Jax admired her for the community she’d fostered and for her voice as a chef, for the concept—a second one—she’d formulated and run with.

She deserved recognition for all she’d done, and that recognition would go further than UTT’s walls.

“A Render review, even if the dude is a wanted traitor, would cement Feb and Under the Table on all the best of lists and lift others too.”

“She’s not already on those lists? A simple internet search returns dozens of articles, all of them saying she’ll get her stars and a Beard soon.”

“She is and she will...” The minute the open-ended sentence was out, Jax face-palmed. The unintentional ellipses were the kind of open door Mel would walk right through.

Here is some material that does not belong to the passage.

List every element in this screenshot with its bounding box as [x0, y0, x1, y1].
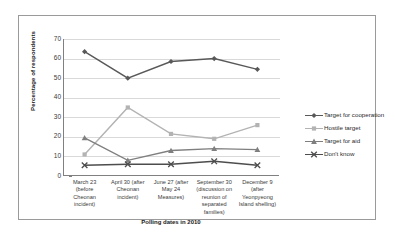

And she did, a grin tickling one corner of her mouth. “You like her more than just professionally.” Not a question, an observation that was one hundred percent accurate.

Jax averted their gaze and sipped their coffee. The longer this conversation went on, the more they swung toward staying undercover at UTT. But the longer it went on, the more ammunition they gave Mel to take them off the op.

Mel tapped a toe against their shin and waited for their attention.

“This life, Jax, what we do, what our families do, on both sides of the law, is not easy for civilians to understand.” Her smirk softened into a gentler smile, one tempered by experience and caution.

It came through in her voice too. “Truth, it’s downright hard to survive sometimes. ”

Jax hung their head. “Ugh, Mel, not helping.”

Chuckling, she gave their shin another couple of taps, this time in commiseration. “Helena makes it work. I make it work, and my husband is the definition of civilian who steps into shit.”

“I heard that, chica,” Danny rumbled from the other side of the couch.

They both laughed, which warmed Jax’s insides better than any coffee. Mel’s hand on their knee, squeezing gently, was another shot of friendly, encouraging warmth. “It’s not easy,” she said. “But it’s not impossible.”